Fire
by Nana Shiomi
- Medium:
- Mokuhanga (Japanese woodblock)
- Image courtesy of
- Saru Gallery
Description
Fire translates one of the four classical elements into the language of mokuhanga, continuing Shiomi's career-long project of rendering natural phenomena as flowing semi-abstract composition. Rather than depict literal flames, prints in this vein typically distill the behavior of fire — its upward thrust, its consumption of edges, its alternation between dense core and dispersing tendrils — into layered fields of red, orange, and ink-black pigment.

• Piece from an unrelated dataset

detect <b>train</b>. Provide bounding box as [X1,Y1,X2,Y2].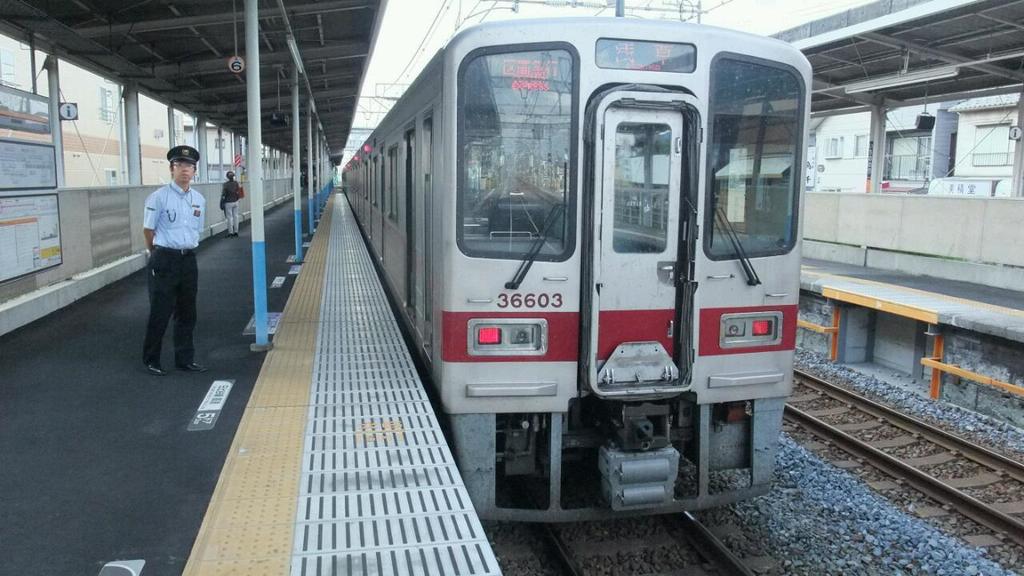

Working in the traditional mokuhanga manner, Shiomi prints water-based pigments through multiple carved blocks onto handmade [washi](/glossary/washi), the [baren](/glossary/baren)-burnished surface allowing subtle gradations and [bokashi](/glossary/bokashi) transitions that evoke heat and movement without illustrating them. The grain of the woodblock often remains visible within the printed fields, a deliberate retention that grounds the elemental subject in the materiality of carved cherry or katsura. The work belongs to a body of prints in which Shiomi takes natural forces — water, light, atmosphere, and here combustion — as occasions for compositional rhythm, positioning her practice within the contemporary mokuhanga movement that extends Edo-period technique toward abstract and conceptual ends.